If Williams was upset that Spring Storm didn't make it to the stage, he didn't show it. He was already on to his next work, in which he returned to overtly sociopolitical subject matter, on an even grander scale and for the last time. Williams was motivated to write the searing drama Not About Nightingales after learning about a prison atrocity in Pennsylvania in which four inmates were killed in a steaming hot cell known as "Klondike." The play harnesses Williams's outrage to a brutal portrayal of America's prison system that is arguably the most political piece he would ever write.
About the script, Williams confessed that he had "never written anything to compare with this in terms of violence and horror." What makes it work is that it's the first play in which he combined the poetic and the vulgar in a signature way that would recur throughout his career. In coming years, Williams would continually set his plays in seedy environments while giving his characters lyrical dialogue.

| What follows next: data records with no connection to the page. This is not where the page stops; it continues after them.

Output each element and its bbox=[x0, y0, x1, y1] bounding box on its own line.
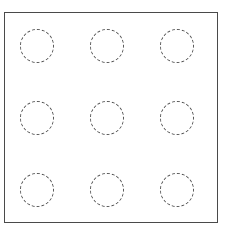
dashed-circle-r2-c1 bbox=[20, 101, 54, 135]
dashed-circle-r3-c1 bbox=[20, 173, 54, 207]
dashed-circle-r1-c3 bbox=[160, 29, 194, 63]
dashed-circle-r1-c2 bbox=[90, 29, 124, 63]
dashed-circle-r3-c3 bbox=[160, 173, 194, 207]
dashed-circle-r1-c1 bbox=[20, 29, 54, 63]
dashed-circle-r3-c2 bbox=[90, 173, 124, 207]
diagram-canvas bbox=[0, 0, 232, 230]
dashed-circle-r2-c3 bbox=[160, 101, 194, 135]
dashed-circle-r2-c2 bbox=[90, 101, 124, 135]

It's a style that would lend multi-dimensionality to his plays, grounding and elevating them simultaneously.
When the Mummers proved unable to produce Nightingales, Williams turned his focus to New York and submitted the play, along with four one-acts, to the Group Theatre's writing contest. He was in fact too old to be eligible, so he disguised himself by entering a false birth date and signing his work "Tennessee Williams," a reference to his Southern drawl. He got a $100 prize (from no other than Elia Kazan, who would later prove a crucial collaborator) but not a production. (The play's Broadway production wouldn't come, in fact, until Trevor Nunn's celebrated revival 60 years later, an import from the National Theatre by way of Houston's Alley Theatre.) Still, Williams's prize drew the attention of Audrey Wood, an important theatre agent, who would smooth Williams's path to Broadway and help land him an even larger prize en route: a Rockefeller grant totaling $1,000.
By 1939, political theatre was declining even as the political climate around the world intensified. Williams's work took a turn as well, as his focus began to shift inward toward more personal subjects. He continued to write about individuals in desperate circumstances, though now from a viewpoint more psychological than sociological. Indeed, in that year he declared that his next play would be "a picture of my own heart...wild as I am wild, tender as I am tender, mad as I am mad, passionate as I am passionate."
Five years later he would write The Glass Menagerie.
Lonnie Firestone is a writer based in Brooklyn. She blogs about theatre at www.everybodyrise.net.